Sample dialect map
Top matches- Philadelphia94%
- Baltimore87%
- South Jersey81%
Most revealing word: bubbler
Answer 15 quick questions about everyday words and pronunciation. Get a shareable dialect map in about 3 minutes.
Sample dialect map
Top matchesMost revealing word: bubbler
The way you talk is shaped by childhood, family, school, migration, media, and the words your community repeats every day.
Vocabulary catches words like pop, y’all, bubbler, grinder, and tag sale.
Pronunciation uses self-reported clues like cot-caught, pin-pen, pecan, and caramel.
Patterns matter more than one answer, so mixed results are expected.
Your result includes a heat-style map, top matching cities, and the answers that gave you away.
Sample dialect map
Top matchesMost revealing word: bubbler
Your top match may reflect where you grew up, where your parents are from, or the places that shaped your speech.
Read the map guideEach answer adds a small regional signal. The final result explains the strongest clues instead of pretending one word proves everything.
These questions are familiar because they carry quick regional clues and make results easy to discuss.
Use the result map as a starting point, then compare regions and the words that usually point there.
Often signaled by y'all, coke for many soft drinks, pin and pen overlap, and words shaped by local family speech.
Known for dense city-to-city variation, sandwich words like hoagie or hero, and several strong metro vocabulary signals.
Frequently shows up through pop, gym shoes, creek choices, and vowel patterns around cot, caught, pin, and pen.
Classic signals include bubbler, tag sale, grinder, and pronunciation patterns that can feel very local.
Often blends newer migration patterns, national vocabulary, and cot-caught merger signals across large regions.
Shares many northern patterns while keeping its own pronunciation and vocabulary clues across provinces.
Use these guides after the quiz to understand why a city or region lit up on your map.
Bubbler, grinder, tag sale, rotary, and Boston-area pronunciation make this one of the easiest regions to spot.
Hero, youse, on line, hoagie, jawn, and city-by-city vowels turn the corridor into a dense dialect map.
Y'all, coke for soft drinks, crawfish, buggy, and pin-pen overlap often pull results toward the Southeast.
Pop, gym shoes, crick, and Inland North vowel patterns give the Midwest quiet but strong regional signals.
Cot-caught merger, roundabout, drinking fountain, and newer migration patterns often create blended Western results.
Frontage road, feeder road, y’all, Spanish loanwords, and South-meets-West patterns make Texas a special case.
The famous map quiz, public survey work, and search trends all point to the same user need: a free result that explains itself.
Why people still search for the famous NYT quiz, what made it work, and how this free version stays independent.
The public survey tradition behind soda, pop, coke, bubbler, y’all, pecan, caramel, and other regional clues.
A plain-English guide to the searches people use when they want a dialect quiz, a map, or a free alternative.
American English is the first map, but users also ask for UK, Irish, Canadian, Australian, and New Zealand dialect clues.
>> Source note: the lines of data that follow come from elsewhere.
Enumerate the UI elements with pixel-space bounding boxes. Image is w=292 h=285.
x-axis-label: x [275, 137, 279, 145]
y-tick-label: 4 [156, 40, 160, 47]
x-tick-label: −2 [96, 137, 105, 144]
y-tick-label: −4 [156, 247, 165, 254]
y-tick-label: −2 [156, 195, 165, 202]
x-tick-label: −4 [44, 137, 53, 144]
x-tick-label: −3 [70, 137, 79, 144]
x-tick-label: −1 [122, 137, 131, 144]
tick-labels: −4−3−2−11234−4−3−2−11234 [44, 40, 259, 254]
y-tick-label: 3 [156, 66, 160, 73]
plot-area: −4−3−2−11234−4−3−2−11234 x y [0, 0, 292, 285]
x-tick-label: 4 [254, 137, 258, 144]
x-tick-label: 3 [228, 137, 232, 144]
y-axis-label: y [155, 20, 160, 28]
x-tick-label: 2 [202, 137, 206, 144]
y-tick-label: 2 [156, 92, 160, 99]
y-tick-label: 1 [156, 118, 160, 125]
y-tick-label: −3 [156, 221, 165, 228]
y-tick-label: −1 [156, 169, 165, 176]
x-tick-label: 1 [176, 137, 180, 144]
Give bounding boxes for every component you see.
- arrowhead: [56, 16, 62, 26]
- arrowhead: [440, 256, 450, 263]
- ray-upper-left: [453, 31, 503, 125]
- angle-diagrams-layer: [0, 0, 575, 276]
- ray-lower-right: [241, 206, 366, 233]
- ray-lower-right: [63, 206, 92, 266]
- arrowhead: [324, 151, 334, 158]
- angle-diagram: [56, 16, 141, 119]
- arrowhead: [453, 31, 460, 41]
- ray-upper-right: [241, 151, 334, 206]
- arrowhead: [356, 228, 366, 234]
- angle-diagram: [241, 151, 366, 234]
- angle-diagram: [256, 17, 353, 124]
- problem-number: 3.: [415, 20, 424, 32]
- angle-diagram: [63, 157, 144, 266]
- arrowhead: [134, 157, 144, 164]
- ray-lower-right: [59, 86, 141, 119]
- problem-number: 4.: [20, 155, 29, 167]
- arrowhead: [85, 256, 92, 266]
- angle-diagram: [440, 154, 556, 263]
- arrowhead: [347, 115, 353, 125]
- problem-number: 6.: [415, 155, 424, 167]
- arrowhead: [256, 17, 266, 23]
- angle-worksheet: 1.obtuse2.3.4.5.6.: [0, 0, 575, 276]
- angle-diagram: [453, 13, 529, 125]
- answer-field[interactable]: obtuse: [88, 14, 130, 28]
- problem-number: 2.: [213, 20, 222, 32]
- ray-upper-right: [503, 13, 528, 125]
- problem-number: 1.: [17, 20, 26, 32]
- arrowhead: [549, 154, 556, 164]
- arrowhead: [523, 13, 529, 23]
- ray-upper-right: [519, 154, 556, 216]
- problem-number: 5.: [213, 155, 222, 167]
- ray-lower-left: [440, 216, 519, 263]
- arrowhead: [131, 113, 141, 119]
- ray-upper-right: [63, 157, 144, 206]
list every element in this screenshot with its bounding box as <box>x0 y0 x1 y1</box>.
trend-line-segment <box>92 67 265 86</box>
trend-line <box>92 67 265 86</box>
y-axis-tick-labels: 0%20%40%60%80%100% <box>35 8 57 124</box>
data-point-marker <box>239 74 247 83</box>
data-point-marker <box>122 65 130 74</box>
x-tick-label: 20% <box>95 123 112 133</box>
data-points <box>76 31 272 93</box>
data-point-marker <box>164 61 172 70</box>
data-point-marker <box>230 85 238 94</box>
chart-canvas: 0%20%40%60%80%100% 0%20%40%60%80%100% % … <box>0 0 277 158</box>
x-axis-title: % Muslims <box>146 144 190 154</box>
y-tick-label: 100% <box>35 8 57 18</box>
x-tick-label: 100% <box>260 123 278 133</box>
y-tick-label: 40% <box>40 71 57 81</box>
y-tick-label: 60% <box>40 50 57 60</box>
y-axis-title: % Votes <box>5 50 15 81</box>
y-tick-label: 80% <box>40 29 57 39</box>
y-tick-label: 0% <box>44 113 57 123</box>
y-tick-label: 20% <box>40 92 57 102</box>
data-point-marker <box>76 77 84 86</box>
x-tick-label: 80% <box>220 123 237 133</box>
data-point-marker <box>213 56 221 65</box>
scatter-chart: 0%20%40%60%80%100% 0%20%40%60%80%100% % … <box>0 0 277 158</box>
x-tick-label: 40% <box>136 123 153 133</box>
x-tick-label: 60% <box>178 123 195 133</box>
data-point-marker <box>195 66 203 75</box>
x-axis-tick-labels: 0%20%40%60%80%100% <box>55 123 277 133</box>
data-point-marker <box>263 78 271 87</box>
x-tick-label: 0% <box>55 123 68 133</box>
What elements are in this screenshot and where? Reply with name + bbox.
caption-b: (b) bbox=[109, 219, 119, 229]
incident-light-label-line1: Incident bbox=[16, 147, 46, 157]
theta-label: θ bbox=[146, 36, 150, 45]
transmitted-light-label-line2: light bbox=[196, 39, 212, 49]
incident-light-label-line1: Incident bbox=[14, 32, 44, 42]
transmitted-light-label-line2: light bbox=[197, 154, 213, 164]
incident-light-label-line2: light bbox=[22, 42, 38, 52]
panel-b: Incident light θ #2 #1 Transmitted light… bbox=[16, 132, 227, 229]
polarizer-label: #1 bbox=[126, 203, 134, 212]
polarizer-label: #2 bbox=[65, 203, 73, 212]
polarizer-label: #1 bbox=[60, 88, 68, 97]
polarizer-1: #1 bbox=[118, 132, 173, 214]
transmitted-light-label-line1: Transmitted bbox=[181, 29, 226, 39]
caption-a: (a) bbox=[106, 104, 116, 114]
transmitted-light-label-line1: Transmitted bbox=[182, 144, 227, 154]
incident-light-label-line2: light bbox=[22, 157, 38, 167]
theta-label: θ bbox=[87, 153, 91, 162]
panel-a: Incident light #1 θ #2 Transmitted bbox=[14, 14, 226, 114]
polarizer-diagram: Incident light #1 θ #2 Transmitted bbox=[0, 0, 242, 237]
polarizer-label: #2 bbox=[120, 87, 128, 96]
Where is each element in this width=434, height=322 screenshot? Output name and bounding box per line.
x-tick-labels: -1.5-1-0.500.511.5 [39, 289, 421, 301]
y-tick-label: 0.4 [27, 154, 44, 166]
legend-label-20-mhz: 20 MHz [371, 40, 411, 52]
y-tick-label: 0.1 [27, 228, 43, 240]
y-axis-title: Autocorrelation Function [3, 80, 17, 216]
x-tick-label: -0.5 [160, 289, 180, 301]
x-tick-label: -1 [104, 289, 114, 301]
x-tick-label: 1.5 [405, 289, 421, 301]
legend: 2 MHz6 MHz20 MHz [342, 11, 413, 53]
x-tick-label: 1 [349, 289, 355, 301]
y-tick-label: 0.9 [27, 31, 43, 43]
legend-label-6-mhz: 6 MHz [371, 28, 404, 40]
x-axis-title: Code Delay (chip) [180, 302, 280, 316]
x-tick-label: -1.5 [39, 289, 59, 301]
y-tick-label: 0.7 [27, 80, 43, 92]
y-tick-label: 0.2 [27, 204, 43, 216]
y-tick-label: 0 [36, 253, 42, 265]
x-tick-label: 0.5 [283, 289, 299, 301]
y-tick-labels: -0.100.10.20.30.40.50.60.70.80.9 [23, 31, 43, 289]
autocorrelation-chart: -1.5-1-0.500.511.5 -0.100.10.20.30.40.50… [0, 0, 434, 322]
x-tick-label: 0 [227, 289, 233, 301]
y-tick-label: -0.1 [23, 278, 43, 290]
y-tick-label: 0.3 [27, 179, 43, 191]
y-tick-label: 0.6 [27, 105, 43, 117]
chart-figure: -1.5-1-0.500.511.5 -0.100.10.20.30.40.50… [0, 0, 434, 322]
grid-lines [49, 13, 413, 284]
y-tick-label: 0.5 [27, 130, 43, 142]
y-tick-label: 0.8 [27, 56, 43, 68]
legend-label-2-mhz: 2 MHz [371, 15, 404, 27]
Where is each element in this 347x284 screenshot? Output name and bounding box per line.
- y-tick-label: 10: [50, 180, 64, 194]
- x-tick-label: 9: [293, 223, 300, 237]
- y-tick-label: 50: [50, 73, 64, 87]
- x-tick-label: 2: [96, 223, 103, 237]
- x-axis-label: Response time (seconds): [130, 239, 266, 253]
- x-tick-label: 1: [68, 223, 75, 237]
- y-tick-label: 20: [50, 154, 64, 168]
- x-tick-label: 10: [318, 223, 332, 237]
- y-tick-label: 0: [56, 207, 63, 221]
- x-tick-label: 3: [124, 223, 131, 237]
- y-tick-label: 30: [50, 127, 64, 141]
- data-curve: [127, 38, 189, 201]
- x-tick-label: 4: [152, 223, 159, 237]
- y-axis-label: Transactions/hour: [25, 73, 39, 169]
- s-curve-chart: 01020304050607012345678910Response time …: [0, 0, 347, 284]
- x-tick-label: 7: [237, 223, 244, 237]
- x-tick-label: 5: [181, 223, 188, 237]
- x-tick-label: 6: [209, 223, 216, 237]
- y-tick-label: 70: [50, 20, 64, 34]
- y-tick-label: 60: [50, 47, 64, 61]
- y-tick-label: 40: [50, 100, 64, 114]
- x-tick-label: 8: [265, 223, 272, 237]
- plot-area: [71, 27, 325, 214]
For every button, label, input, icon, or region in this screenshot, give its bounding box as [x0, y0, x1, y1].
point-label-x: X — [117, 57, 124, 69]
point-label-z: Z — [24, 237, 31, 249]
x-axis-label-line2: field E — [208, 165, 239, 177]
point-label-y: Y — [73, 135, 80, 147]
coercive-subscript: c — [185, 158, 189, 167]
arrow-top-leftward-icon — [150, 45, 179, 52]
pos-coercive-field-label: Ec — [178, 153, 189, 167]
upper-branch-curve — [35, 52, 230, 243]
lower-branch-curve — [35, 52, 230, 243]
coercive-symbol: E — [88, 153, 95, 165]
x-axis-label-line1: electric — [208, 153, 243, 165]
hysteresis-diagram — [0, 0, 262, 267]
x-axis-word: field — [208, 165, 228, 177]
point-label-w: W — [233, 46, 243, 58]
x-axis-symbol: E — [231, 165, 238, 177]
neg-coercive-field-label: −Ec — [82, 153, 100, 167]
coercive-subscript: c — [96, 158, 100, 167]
Compare English across countries, from U.S. regional words to UK, Ireland, Canadian, Australian, and New Zealand patterns.
Bread rolls, trainers, you lot, bairn, and city accents make UK and Irish English especially rich for a quiz.
Canadian raising, toque, eh, Maritimes speech, Prairie vocabulary, and border-region patterns deserve their own map.
Arvo, servo, thongs, bottle-o, and short-vowel shifts show why the next map should not stop at North America.
People arrive with different questions. These paths help them find the quiz, the map, the source story, or the regional guide they need.
The most useful searches cluster around personal maps, free alternatives, American regions, and international English versions.
These searches show that people do not only want a label. They want a visual result they can compare and share.
These searches belong to users who already know they want a U.S. or regional English result.
These searches come from people who remember the famous map quiz and want a no-paywall version.
These searches point to the next useful maps after the U.S. quiz is stable.
Teachers and teams can use the quiz as a quick identity and language variation activity.
Short answers for accuracy, privacy, voice recording, and classroom use.
Yes. The quiz is free, works without a login, and gives an instant result map when you finish the 15 questions.
It compares your answers with known regional vocabulary and pronunciation patterns. It is useful for curiosity and learning, not an official identity test.
No. This version uses multiple-choice answers only. A future voice mode would ask for clear consent before recording anything.
Dialect often reflects childhood, family, school, migration, and local community. Your result can point to more than one place.
Yes. The classroom page includes discussion prompts, group activities, and ways to compare results without collecting student accounts.
No. Dialect Quiz is independent. It is a free alternative for people who want a map-style result without a subscription or account.
No. It matches speech patterns, not birth records. Family, moves, school, friends, and media can all shape your dialect map.
No. Dialects are different systems of speech, not better or worse versions of English. The quiz is built to compare, not judge.